Stalker given new restraining order
Violent Thatcham man is convicted of beating woman
A VIOLENT stalker has been given a fresh restraining order to protect his latest young victim.
The 23-year-old had attacking her.
But following a trial, Reading magistrates announced they did not believe his account, and convicted him of assault by beating.
In the dock for sentencing on Monday, November 2, was Nathan Ochiltree, of Urquhart Road, Thatcham.
Last July, Mr Ochiltree, who was then living in Curling Way, Newbury, narrowly avoided jail for assaulting then stalking another former partner.
On that occasion Reading magistrates heard he threatened to kill his ex-girlfriend, to rape a member of her family and to burn her property after she didn’t reply to his messages.
When she tried to end the
denied increasingly abusive relationship he struck his victim, threw her on to a sofa and pinned her down while threatening to “snap her neck”, the court heard.
A campaign of stalking then began.
On that occasion, his defending solicitor said: “He had experienced a previous relationship where there were issues of faithfulness with the other party, which caused him to find these circumstances very difficult.
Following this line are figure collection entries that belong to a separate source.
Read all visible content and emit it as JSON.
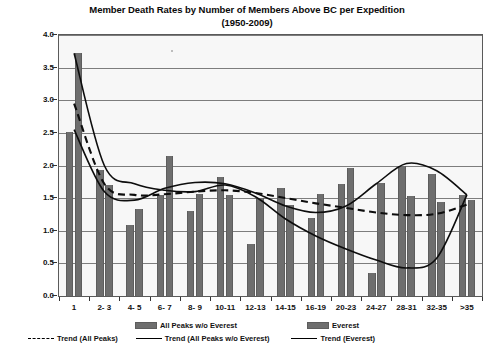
{
  "chart_data": {
    "type": "bar",
    "title": "Member Death Rates by Number of Members Above BC per Expedition",
    "subtitle": "(1950-2009)",
    "xlabel": "",
    "ylabel": "",
    "ylim": [
      0.0,
      4.0
    ],
    "ytick_step": 0.5,
    "ytick_labels": [
      "0.0",
      "0.5",
      "1.0",
      "1.5",
      "2.0",
      "2.5",
      "3.0",
      "3.5",
      "4.0"
    ],
    "grid": true,
    "legend_position": "bottom",
    "categories": [
      "1",
      "2- 3",
      "4- 5",
      "6- 7",
      "8- 9",
      "10-11",
      "12-13",
      "14-15",
      "16-19",
      "20-23",
      "24-27",
      "28-31",
      "32-35",
      ">35"
    ],
    "series": [
      {
        "name": "All Peaks w/o Everest",
        "type": "bar",
        "color": "#6e6e6e",
        "values": [
          2.52,
          1.93,
          1.09,
          1.55,
          1.31,
          1.83,
          0.8,
          1.65,
          1.2,
          1.71,
          0.36,
          2.0,
          1.87,
          1.55
        ]
      },
      {
        "name": "Everest",
        "type": "bar",
        "color": "#6e6e6e",
        "values": [
          3.72,
          1.7,
          1.34,
          2.14,
          1.56,
          1.55,
          1.5,
          1.4,
          1.57,
          1.96,
          1.73,
          1.54,
          1.44,
          1.47
        ]
      },
      {
        "name": "Trend (All Peaks)",
        "type": "line",
        "style": "dashed",
        "color": "#0d0d0d",
        "values": [
          2.95,
          1.72,
          1.55,
          1.56,
          1.6,
          1.62,
          1.58,
          1.5,
          1.42,
          1.35,
          1.28,
          1.24,
          1.26,
          1.4
        ]
      },
      {
        "name": "Trend (All Peaks w/o Everest)",
        "type": "line",
        "style": "solid",
        "color": "#0d0d0d",
        "values": [
          2.55,
          1.6,
          1.47,
          1.65,
          1.74,
          1.72,
          1.58,
          1.38,
          1.28,
          1.38,
          1.72,
          2.03,
          1.92,
          1.55
        ]
      },
      {
        "name": "Trend (Everest)",
        "type": "line",
        "style": "solid",
        "color": "#0d0d0d",
        "values": [
          3.72,
          2.0,
          1.72,
          1.62,
          1.6,
          1.7,
          1.52,
          1.18,
          0.92,
          0.72,
          0.55,
          0.43,
          0.58,
          1.55
        ]
      }
    ],
    "legend": [
      {
        "label": "All Peaks w/o Everest",
        "marker": "bar-swatch"
      },
      {
        "label": "Everest",
        "marker": "bar-swatch"
      },
      {
        "label": "Trend (All Peaks)",
        "marker": "dashed-line"
      },
      {
        "label": "Trend (All Peaks w/o Everest)",
        "marker": "solid-line"
      },
      {
        "label": "Trend (Everest)",
        "marker": "solid-line"
      }
    ],
    "colors": {
      "bar_fill": "#6e6e6e",
      "plot_background": "#f7f7f7",
      "gridline": "#7d7d7d",
      "axis": "#5a5a5a",
      "trend_line": "#0d0d0d"
    }
  }
}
“He began to suspect whether his partner had been faithful or not to him.”
Mr Ochiltree was given a suspended prison sentence, ordered to attend a Building Better Relationships course and made subject to a four-year restraining order preventing him from contacting that victim.
His latest conviction was for assaulting a woman by beating her on Monday, April 27, and for breaching the suspended sentence order.
On this occasion Mr Ochiltree was fined a total of £200 and ordered to pay £400 costs, plus a statutory victim services surcharge of £32.
The court ruled that it would be unjust to activate the suspended jail sentence, despite the fact it was made for a similar pattern of offending, because he had been cooperating with the probation services.
Nevertheless, the court granted a new restraining order against Mr Ochiltree, this time to protect his victim from him.
Under its terms he must not contact her, either directly or indirectly for the two-year duration of the order.